"Jane Scott Retrospective: Mid-America Impressions" opens Sept. 9 as the feature exhibition at Bone Creek Museum of Agrarian Art.
The public is invited to meet Jane Scott at a reception on Sunday, Sept. 13, with curator and artist remarks at 1:30 p.m.
Patrons and family from around the country are traveling to attend the reception honoring the 91-year-old artist, one of America's greatest impressionist painters in pastel.
Scott is one of only a very few pastel painters to have earned the exclusive title Master Pastelist, Pastel Society of America (MP/PSA).
She has the rare distinction of being entitled to sign her paintings with these initials.
Bone Creek Curator Mark Moseman has followed Scott's work for over 20 years.
Says Moseman, "When I became curator here responsible for exhibiting nationally known agrarian artists, Jane Scott was one of the very first artists I wanted to present. We are proud to be the first art museum in America to recognize and commemorate the career of one of America's best ever pastel impressionists. You know this is true when you see Scott's Autumn Pond (illus.), and it brings Monet's Water Lilies to mind."
Both pastel and oil paintings were selected by Assistant Curator Amanda Mobley. Only recently Scott started working again in oils. She is a multifaceted artist who beautifully handles various media and subject matter.
Mobley also selected two paintings by Scott's friend and mentor, Augustus Dunbier (1888-1977), so that visitors will be able to glimpse the relationship between two of America's great artists.
Scott loves painting en plein air or outdoors.
"I have no interest in painting from a picture. There is no change of light, no life."
Her teacher, Augustus Dunbier, stressed the importance of capturing the mood of the atmosphere. Outdoors, Scott feels the liveliness of nature and infuses that into her painting. While influenced by Impressionist painters Degas and Cassatt, Dunbier was the single greatest influence on Scott.
She met him in her teens, and their rich friendship lasted nearly 60 years until Dunbier's death. While Scott was Dunbier's prized student and protŽgŽ, her own skill, desire and passion to paint what is beautiful, leaves a legacy beyond her master's shadow.
Dunbier would have envied the brilliance and intensity of light in Scott's pastels.
Scott began painting as a young woman. After raising three children she became a full-time painter. "As a woman, there were a lot of sacrifices that I had to make, but now I am free," she said.
Scott views raising a family and her artwork as a labor of love. Great things do not come without sacrifice. Still painting at 91, she feels fortunate to be able to wander down a trail, find a lovely landscape and interpret it in a beautiful American impressionist painting.
"I like beautiful things, I always have," Scott said recently. This has been the motto of her life.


**PROBLEM STATEMENT**: Show all lines of the entries in which the word "Heads" is found.

**LISTED RECORDS**:

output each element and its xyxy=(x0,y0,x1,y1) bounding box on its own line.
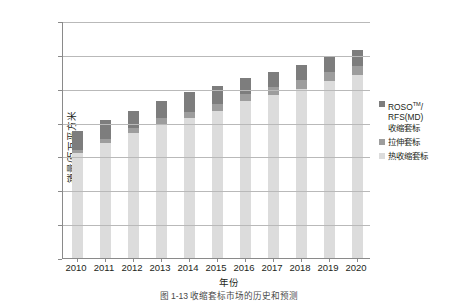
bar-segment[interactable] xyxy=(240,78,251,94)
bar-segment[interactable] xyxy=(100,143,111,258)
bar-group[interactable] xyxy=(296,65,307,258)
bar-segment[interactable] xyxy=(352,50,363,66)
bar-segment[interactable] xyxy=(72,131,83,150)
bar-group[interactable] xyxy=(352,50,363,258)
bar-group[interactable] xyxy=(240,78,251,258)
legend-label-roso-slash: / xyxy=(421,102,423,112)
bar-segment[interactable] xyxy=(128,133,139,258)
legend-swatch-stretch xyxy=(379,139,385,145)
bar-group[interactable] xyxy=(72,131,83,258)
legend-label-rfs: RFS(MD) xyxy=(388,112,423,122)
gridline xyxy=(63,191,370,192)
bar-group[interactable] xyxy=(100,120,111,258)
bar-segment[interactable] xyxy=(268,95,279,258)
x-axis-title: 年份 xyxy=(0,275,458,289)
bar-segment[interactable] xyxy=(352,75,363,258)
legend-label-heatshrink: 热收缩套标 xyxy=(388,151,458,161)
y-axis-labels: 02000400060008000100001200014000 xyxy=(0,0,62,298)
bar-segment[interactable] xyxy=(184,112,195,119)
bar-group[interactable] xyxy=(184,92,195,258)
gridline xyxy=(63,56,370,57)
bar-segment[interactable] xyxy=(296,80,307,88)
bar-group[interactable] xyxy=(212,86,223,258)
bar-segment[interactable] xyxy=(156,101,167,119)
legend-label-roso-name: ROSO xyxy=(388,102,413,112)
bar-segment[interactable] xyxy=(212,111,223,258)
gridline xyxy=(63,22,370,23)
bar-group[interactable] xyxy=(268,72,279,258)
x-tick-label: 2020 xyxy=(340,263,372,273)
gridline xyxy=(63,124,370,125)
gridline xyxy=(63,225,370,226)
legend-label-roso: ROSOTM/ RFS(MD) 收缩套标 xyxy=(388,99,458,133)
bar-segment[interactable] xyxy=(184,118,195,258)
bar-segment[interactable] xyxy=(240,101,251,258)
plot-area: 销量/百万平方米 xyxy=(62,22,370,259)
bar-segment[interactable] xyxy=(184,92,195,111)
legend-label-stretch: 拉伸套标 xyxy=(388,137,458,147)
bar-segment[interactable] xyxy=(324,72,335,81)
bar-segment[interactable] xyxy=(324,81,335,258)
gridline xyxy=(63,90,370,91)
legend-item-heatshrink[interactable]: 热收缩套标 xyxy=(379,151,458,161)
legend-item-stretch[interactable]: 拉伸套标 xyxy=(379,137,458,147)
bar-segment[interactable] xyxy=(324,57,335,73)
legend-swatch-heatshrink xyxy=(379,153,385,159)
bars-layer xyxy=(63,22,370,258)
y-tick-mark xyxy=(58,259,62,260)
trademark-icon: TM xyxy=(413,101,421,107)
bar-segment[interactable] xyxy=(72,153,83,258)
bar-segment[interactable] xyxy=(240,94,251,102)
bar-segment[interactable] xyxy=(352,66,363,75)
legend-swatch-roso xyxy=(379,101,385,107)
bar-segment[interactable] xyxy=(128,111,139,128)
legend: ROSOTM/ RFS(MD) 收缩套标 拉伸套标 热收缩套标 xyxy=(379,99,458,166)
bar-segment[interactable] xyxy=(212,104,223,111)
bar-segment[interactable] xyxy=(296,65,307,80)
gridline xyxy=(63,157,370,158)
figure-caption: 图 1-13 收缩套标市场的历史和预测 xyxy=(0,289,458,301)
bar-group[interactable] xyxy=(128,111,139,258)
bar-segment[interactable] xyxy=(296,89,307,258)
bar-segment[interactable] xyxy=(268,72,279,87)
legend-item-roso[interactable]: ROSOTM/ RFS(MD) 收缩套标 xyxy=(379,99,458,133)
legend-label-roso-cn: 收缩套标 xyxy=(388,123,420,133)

* * *

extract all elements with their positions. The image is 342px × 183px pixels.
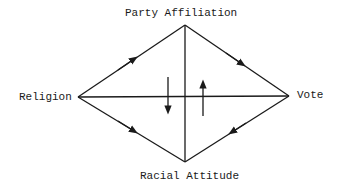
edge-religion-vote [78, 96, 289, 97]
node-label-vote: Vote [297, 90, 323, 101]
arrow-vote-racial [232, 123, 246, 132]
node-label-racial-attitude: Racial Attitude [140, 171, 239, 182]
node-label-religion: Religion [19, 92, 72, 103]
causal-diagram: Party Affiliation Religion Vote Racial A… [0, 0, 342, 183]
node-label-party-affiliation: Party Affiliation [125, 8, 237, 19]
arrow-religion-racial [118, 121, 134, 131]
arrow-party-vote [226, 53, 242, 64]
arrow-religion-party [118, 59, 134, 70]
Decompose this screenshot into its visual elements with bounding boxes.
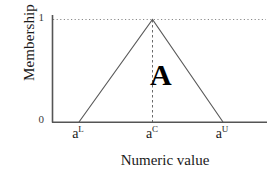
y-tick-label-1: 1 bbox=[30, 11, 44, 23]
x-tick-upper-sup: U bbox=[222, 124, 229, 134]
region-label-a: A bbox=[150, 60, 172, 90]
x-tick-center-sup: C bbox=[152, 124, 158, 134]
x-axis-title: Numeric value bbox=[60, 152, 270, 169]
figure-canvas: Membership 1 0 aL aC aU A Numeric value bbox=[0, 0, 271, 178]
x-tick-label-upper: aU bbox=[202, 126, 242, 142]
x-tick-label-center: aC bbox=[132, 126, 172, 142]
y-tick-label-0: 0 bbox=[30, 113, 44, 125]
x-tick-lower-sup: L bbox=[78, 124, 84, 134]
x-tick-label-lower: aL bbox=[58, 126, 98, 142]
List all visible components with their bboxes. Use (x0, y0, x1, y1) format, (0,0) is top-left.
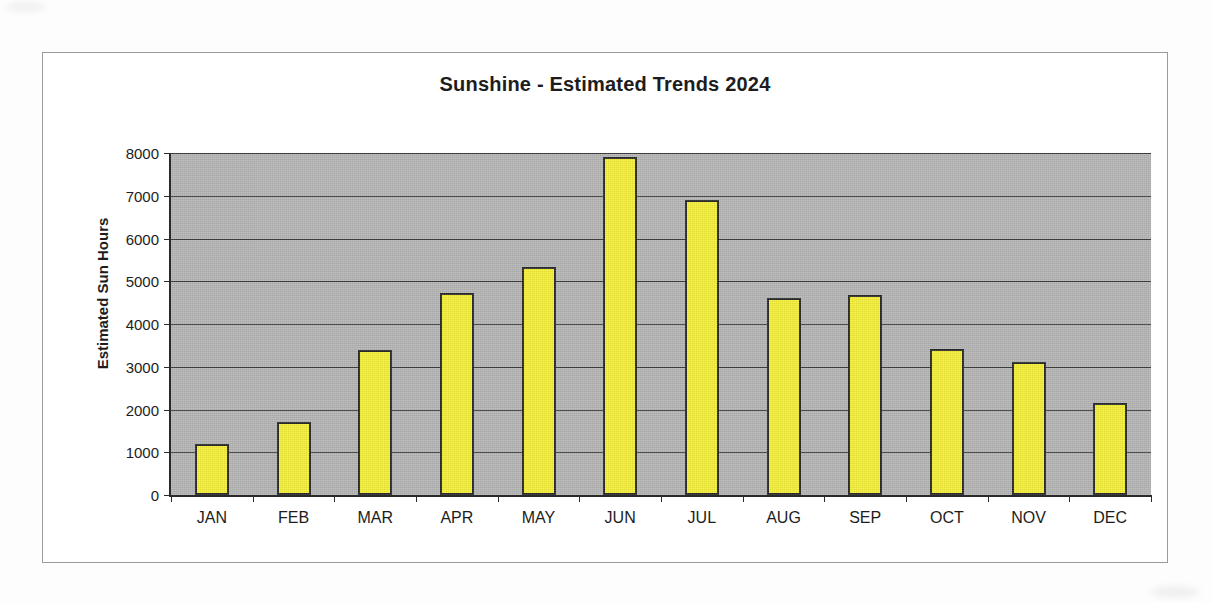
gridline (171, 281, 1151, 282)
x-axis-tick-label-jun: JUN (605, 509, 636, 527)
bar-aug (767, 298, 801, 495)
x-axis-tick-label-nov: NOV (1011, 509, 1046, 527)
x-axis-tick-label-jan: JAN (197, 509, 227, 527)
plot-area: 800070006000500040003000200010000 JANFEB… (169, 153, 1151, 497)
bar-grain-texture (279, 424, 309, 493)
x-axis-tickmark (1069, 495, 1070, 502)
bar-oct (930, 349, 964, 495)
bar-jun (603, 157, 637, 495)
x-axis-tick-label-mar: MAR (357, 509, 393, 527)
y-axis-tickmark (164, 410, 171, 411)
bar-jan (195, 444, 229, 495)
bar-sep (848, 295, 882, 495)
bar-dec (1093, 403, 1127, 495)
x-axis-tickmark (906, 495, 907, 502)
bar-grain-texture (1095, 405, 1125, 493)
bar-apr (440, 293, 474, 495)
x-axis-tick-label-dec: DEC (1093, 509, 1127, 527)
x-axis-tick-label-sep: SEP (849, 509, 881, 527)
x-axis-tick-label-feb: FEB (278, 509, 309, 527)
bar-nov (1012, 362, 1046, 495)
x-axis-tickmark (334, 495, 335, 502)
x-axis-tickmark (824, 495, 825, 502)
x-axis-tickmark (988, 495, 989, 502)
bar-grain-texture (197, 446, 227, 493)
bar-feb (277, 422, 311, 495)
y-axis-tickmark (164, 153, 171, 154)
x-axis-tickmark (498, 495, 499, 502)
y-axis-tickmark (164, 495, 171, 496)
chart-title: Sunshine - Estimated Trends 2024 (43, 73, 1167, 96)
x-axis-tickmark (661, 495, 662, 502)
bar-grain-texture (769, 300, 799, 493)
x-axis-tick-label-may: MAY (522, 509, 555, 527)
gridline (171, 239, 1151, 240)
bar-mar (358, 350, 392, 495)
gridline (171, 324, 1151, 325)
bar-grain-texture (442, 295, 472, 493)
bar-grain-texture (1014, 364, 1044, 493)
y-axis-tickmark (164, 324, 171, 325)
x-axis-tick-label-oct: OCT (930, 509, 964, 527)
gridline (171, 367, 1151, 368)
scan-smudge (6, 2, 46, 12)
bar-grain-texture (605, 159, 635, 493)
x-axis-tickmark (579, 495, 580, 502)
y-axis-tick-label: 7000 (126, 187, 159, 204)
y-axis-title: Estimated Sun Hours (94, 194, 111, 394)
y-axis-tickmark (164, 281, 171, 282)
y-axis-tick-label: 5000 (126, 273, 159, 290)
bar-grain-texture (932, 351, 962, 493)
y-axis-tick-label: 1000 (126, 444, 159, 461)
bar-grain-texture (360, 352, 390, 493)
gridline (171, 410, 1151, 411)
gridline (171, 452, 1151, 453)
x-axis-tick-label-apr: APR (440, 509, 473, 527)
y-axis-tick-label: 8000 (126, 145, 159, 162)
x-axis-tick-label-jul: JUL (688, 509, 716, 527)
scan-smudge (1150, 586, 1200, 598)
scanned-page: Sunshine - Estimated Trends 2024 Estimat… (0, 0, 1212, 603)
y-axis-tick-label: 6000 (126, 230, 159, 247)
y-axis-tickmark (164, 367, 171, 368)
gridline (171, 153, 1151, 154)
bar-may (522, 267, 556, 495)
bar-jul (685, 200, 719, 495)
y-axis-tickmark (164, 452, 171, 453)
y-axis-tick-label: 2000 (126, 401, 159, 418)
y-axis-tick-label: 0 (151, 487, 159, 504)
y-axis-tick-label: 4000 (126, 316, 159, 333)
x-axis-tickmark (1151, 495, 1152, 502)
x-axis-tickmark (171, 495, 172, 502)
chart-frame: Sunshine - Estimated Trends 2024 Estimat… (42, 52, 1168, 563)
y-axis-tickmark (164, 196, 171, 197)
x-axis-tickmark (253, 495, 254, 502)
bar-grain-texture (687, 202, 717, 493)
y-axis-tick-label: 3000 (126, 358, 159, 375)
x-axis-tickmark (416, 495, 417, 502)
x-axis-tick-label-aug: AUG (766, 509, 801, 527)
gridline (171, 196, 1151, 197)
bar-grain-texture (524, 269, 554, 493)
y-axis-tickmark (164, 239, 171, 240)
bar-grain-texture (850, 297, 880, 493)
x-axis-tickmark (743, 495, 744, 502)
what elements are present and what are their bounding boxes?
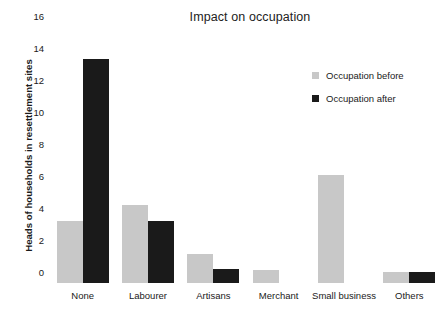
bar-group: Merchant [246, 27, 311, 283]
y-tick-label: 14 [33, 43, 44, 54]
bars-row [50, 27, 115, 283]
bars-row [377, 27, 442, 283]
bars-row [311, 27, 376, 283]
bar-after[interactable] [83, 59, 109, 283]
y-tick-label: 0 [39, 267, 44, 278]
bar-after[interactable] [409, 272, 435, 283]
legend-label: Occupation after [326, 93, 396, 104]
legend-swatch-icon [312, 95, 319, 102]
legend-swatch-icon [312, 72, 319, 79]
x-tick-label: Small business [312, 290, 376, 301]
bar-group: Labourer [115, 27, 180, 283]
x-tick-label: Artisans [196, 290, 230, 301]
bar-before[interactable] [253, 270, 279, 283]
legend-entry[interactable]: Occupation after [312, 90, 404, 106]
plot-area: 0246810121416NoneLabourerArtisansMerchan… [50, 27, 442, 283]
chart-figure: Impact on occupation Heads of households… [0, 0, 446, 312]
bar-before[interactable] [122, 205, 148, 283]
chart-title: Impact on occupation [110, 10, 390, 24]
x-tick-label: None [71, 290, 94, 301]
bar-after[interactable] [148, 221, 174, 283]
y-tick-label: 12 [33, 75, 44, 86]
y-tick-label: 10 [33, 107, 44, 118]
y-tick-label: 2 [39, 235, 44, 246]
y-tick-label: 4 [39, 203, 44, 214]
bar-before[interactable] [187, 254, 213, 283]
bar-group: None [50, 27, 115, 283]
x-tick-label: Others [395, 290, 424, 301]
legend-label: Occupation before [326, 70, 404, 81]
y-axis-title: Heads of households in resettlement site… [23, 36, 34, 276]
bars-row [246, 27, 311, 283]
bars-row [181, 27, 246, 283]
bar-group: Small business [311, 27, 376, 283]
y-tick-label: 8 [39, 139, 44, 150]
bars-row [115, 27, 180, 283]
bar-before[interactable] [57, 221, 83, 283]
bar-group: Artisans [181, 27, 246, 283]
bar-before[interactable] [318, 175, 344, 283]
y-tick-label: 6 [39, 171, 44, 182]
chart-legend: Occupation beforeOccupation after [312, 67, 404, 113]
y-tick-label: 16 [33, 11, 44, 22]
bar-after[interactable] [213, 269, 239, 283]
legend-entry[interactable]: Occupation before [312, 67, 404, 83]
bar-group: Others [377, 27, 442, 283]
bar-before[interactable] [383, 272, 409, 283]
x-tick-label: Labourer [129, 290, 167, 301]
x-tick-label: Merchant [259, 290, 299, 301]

**COMPLETED EXERCISE**:
chart-figure: Impact on occupation Heads of households… [0, 0, 446, 312]
y-axis-title: Heads of households in resettlement site… [23, 36, 34, 276]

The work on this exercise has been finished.